Thursday, April 16, 2009

Communication in a Long Distance Relationship

Stories abound of love relationships that were going on well till the partners had to be separated by distance – either for career, education, health or other valid ‘reasons’, after which the relationships are said to have started cooling off before gradually grinding to a break-up.
In almost all the stories of long distance relationships that didn’t work, it turns out that there was a communication problem between the partners which is what (in essence) brought about the death of the relationship. Faced with this kind of stories, many people who find themselves having to go on a long distance love relationship wonder how to handle the communication factor – lest their long distance relationship go the same way as others before it.

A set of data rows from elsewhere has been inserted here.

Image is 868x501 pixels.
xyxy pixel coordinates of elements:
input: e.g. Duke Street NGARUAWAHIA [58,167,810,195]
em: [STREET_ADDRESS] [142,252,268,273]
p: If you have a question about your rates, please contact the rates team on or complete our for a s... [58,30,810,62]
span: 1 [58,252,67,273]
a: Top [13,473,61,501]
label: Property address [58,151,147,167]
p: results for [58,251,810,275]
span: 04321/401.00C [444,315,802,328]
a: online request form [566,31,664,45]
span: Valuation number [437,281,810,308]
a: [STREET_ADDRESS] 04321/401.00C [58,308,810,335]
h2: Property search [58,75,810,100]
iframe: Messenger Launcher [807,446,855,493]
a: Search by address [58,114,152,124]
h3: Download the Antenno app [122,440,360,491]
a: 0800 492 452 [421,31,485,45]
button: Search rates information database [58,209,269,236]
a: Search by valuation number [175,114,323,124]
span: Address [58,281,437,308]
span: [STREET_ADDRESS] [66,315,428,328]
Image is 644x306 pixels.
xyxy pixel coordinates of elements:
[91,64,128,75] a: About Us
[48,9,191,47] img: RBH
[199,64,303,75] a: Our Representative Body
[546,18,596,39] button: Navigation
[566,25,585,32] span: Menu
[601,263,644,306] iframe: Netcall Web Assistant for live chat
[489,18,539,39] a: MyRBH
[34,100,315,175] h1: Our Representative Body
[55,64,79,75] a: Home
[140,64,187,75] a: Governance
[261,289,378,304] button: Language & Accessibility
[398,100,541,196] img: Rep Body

The key to successful communication in a long distance relationship, as many relationship experts aver, lies in the optimization of the available communication channels (and time) to an extent that the partners are able to communicate to the same extend that they would have been communicating if they were together (or to as much a degree of that as possible). This is not as hard an ideal as it first sounds. As it turns out, talking doesn’t always amount to communicating – especially in a love relationship setting. In any given day, the portion of speech between an average couple that can be counted as real communication geared towards enriching their relationship is a very small percentage of the total words spoken. Now it is this (real) communication geared towards the success of a relationship that a couple should work real hard to keep at the same level as they would have kept it if they were close together. For many couples, one good intimate e-mail combined with a quarter an hour of really friendly chat over the phone should do the trick – because luckily, this kind of communication tends to be focused towards building the relationship – unlike face to face communication which tends to be filled with lots of 'other issues' that add no real value to the relationship – with only a few elements that add real value to the relationships (things like affirmations of love) only occurring a few times in the conversation.